“We must follow,” said the girl. Her voice was husky.
“Yes, we must follow, not for the green gold, but for him,” said Gordon Duncan.
“I have learned since,” said the old man, after a long silence, “that those strange implements, dishes and ornaments, coming as they do from the long lost past, are worth many times their weight in yellow gold.
“It is this that I would tell him, and that it is not good for him to live alone; that in the end disaster must befall him here, just as it did to the lone moose back there in our native forest.”

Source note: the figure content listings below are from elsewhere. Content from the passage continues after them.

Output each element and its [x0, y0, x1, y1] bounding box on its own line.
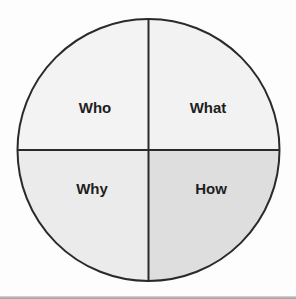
label-who: Who — [79, 99, 111, 116]
quadrant-circle: Who What Why How — [0, 0, 296, 299]
quadrant-what — [149, 19, 280, 150]
quadrant-how — [149, 150, 280, 281]
label-what: What — [190, 99, 227, 116]
quadrant-who — [18, 19, 149, 150]
quadrant-why — [18, 150, 149, 281]
quadrant-diagram: Who What Why How — [0, 0, 296, 299]
label-how: How — [195, 180, 227, 197]
label-why: Why — [76, 180, 108, 197]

Faye found herself greatly impressed by her grandfather’s story. She was as puzzled as he by the actions of the recluse, and as eager to follow his trail. Only one thought dampened her ardor. Every mile that led away from this mountain seemed to lessen their hopes of ever seeing Johnny Longbow again. Yet fate is often very strange.

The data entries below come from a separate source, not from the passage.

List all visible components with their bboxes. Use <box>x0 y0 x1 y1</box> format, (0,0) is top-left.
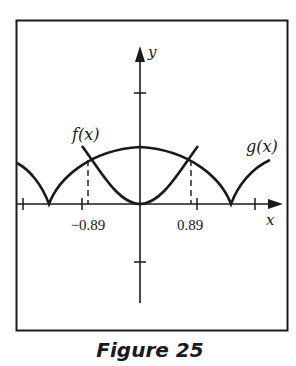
y-axis <box>134 46 146 303</box>
g-label: g(x) <box>246 137 278 156</box>
x-axis-label: x <box>266 211 275 229</box>
x-axis-arrow-icon <box>268 199 283 209</box>
x-axis <box>17 198 283 210</box>
curve-g <box>17 147 270 204</box>
figure-caption: Figure 25 <box>96 338 203 362</box>
tick-label-neg: −0.89 <box>71 217 106 233</box>
figure-canvas: y x f(x) g(x) −0.89 0.89 Figure 25 <box>0 0 296 366</box>
tick-label-pos: 0.89 <box>177 217 203 233</box>
y-axis-arrow-icon <box>135 46 145 62</box>
y-axis-label: y <box>147 43 157 61</box>
f-label: f(x) <box>71 125 99 144</box>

She slept well that night, and woke early, to find herself on tiptoe, filled with a desire to be away. To their great joy they found their new found Indian friends eager to join them.

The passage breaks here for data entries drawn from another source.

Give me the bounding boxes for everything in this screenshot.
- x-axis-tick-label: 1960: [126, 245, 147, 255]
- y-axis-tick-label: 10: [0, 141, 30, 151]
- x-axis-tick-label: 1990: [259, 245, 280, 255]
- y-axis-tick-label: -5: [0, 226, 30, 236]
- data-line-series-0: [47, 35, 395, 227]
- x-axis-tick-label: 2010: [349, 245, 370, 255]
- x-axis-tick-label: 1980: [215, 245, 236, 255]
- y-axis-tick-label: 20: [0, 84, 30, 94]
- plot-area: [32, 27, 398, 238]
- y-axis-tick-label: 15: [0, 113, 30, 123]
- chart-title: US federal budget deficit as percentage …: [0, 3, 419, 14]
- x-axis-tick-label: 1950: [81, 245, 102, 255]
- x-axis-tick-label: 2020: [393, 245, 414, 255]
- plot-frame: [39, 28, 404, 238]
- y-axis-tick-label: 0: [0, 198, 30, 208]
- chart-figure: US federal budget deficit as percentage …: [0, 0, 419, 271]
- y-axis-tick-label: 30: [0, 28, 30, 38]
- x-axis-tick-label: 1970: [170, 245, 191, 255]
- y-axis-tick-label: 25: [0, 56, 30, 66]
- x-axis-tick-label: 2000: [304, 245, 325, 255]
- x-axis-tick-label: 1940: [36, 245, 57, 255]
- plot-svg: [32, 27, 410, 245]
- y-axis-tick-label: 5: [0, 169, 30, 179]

“Their dogs will be of great service in following the trail,” said Gordon Duncan as he hurried through final preparations for what, they both felt, was to be a long and dangerous march.
Dangerous indeed it proved in the end.
Dawn found Gordon Duncan and his granddaughter with two of the Indian men and their best dog team on the up-bound trail. The Indian women and children remained behind. They had a supply of food. Caribou would soon be trekking northward. The air would be full of wild fowl, geese, ducks, swans, cranes. Spring was on the way. They would not want.
For the first hour and a half of the journey the native dog-team lagged. They must be urged forward. But, of a sudden, as they reached a higher level, they put their noses to the earth, sniffed two or three times, then went straight away at a brisk trot.